The frontal activity seen in the present series was only reliable in the right hemisphere, consistent with other studies that report right-sided processing for faces (e.g., Bayle and Taylor 2010; Jackson et al. 2008) or visual spatial stimuli in general (Kwon et al. 2002). Spatial working memory tasks have been associated with the right inferior frontal regions (e.g., Clark et al. 2007; Chase et al. 2008) and nonverbal working memory tasks also activate right frontal areas preferentially (for a review see Owen et al. 2005). As unknown faces are nonverbal stimuli and faces contain spatial information, this asymmetry is consistent with these prior studies. Some fMRI studies with face stimuli report bilateral frontal activation (e.g., Ishai and Yago 2006) or bilateral with larger effects in the right frontal regions (Dolcos et al. 2007), suggesting that this asymmetry is to some extent task and/or imaging modality dependent. The fact that this asymmetry was the same across the age range once it had emerged reliably at 10–11 years of age, suggests that the underlying processing is qualitatively similar from this age on. This is consistent with the conclusions in some studies both from fMRI and ERP (e.g., Itier and Taylor 2004a; Kwon et al. 2002; Ciesielski et al. 2006), that found significant but quantitative changes between late childhood and adults. However, others have reported that frontal activation shifts with age (e.g., Scherf et al. 2006), although this fMRI study had children only as young as 10 years of age and a sample size of nine in the 10–13 age group. Furthermore, they used a visual search task where subjects were instructed to remember the direction of a target; probably, this involved verbal encoding. Kwon et al. (2002) reported a left lateralisation when verbal rehearsal and memory were involved. The effects were similar in pattern but weaker for the inverted faces, showing an apparent later emergence of the repetition effect with inversion, consistent with greater difficulty of inverted face processing. The presence of a comparable frontal pattern, however, regardless of configuration is concordant with earlier work (Itier and Taylor 2004a) that found configural effects on the early processing but not on the later frontal slow component.

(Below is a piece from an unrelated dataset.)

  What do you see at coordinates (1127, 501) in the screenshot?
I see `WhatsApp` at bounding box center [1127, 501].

In contrast to the frontal repetition effect, which emerged in mid-childhood, the right hippocampal activity to repeated faces was reliably seen across all eight age groups. This suggests that the involvement of the right hippocampus in memory function is established early in life, consistent with the early maturation of the hippocampi. The hippocampal structures undergo the most maturational change in the first year of life (Insausti et al. 2010) with only slight increases in size over childhood (Otsby et al. 2009). The current functional neuroimaging data do not have the sensitivity unfortunately, to reflect the more subtle changes in subregions of the hippocampi over childhood (Gogtay et al. 2006), that may correlate with memory functions. Consistent with these findings, the hippocampal-frontal lobe networks undergo significant myelination in late adolescence (Benes 1989), which may well interact with the developmental trajectories of regional change within the hippocampi.

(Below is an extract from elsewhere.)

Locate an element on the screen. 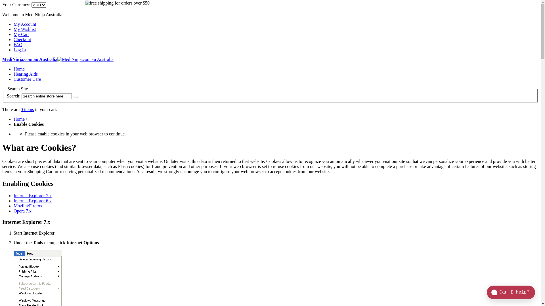 Image resolution: width=545 pixels, height=306 pixels. Search is located at coordinates (75, 98).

Our results build upon the current knowledge that the frontal cortices and hippocampi are critical to memory function. Our findings that these two key regions undergo different functional patterns of maturation suggest that children and adults employ different strategies when completing these tasks. Specifically, the early maturation and involvement of the right hippocampus suggests that it subsumes basic memory processing, but more complex or complicated memory tasks will require the additional resources offered by the frontal system. This idea is further supported by our finding of a correlation between MEG signal strength in the right inferior gyrus and accuracy.

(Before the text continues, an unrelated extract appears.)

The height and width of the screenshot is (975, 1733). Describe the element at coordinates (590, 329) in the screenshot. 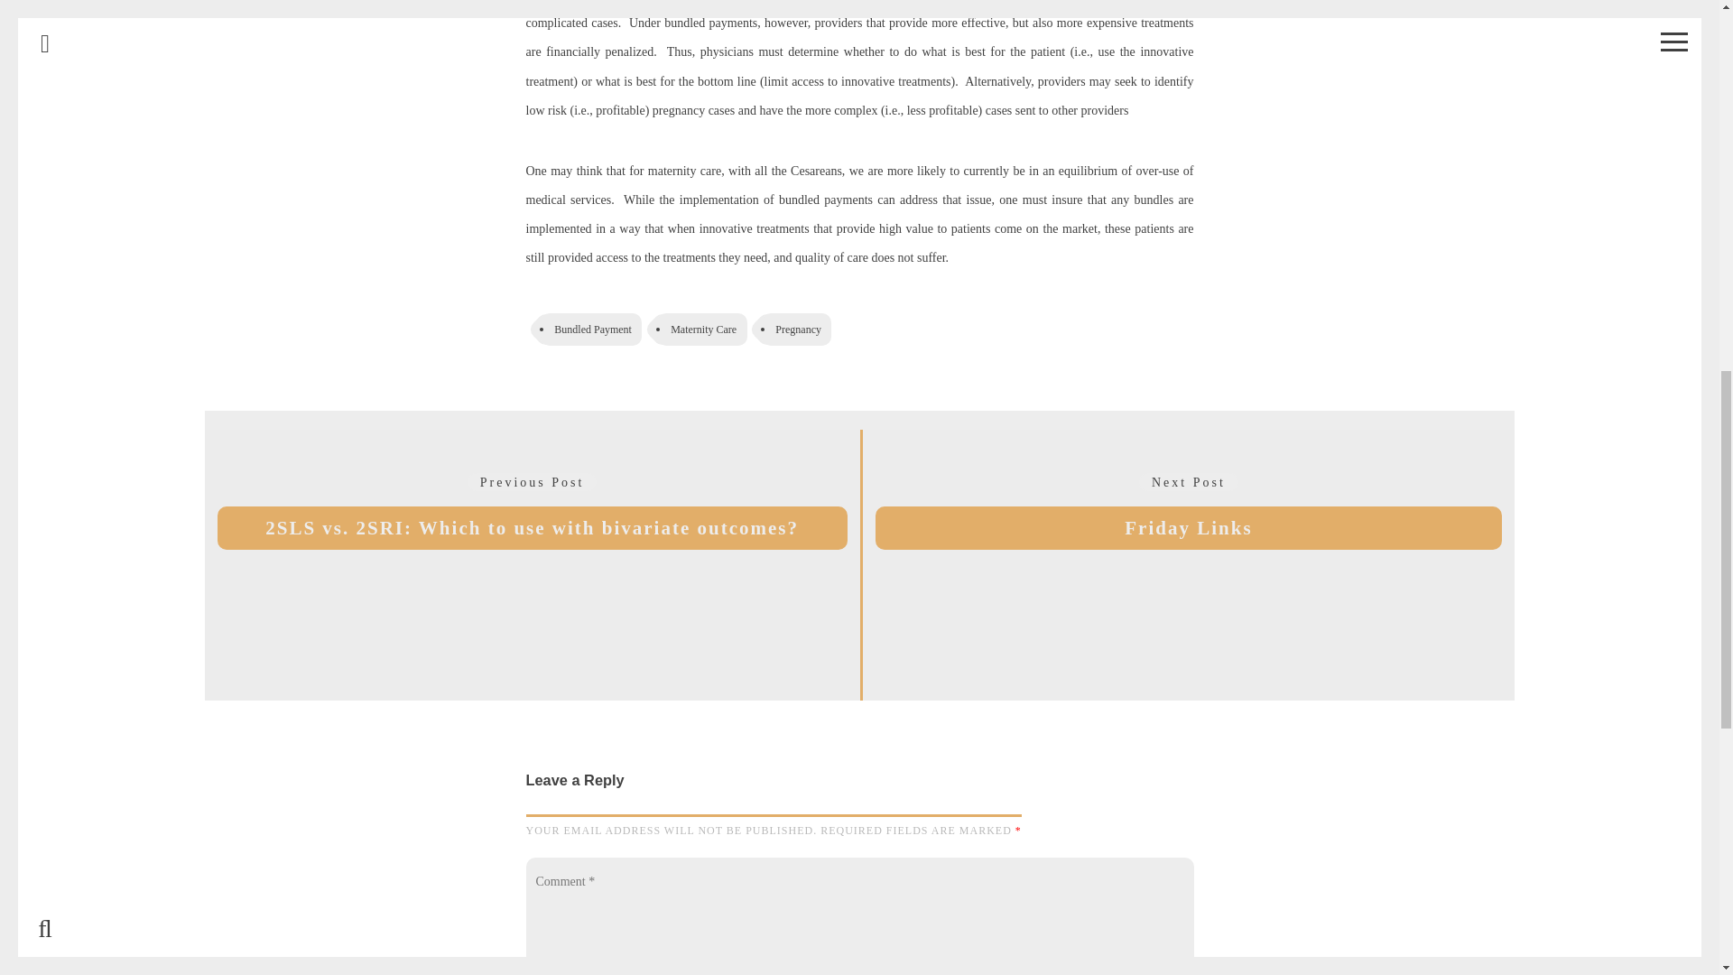

I see `Bundled Payment` at that location.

In conclusion, this investigation of components immediately following the visual responses in a face recognition task in a large series of children and adults, allowed us to identify two key brain regions implicated in mnemonic function and track their developmental profile. Overall, our findings demonstrate the value of using MEG to elucidate the neural processes and their developmental trajectories; despite essentially equivalent performance, children and adults utilize brain regions differently to achieve face recognition.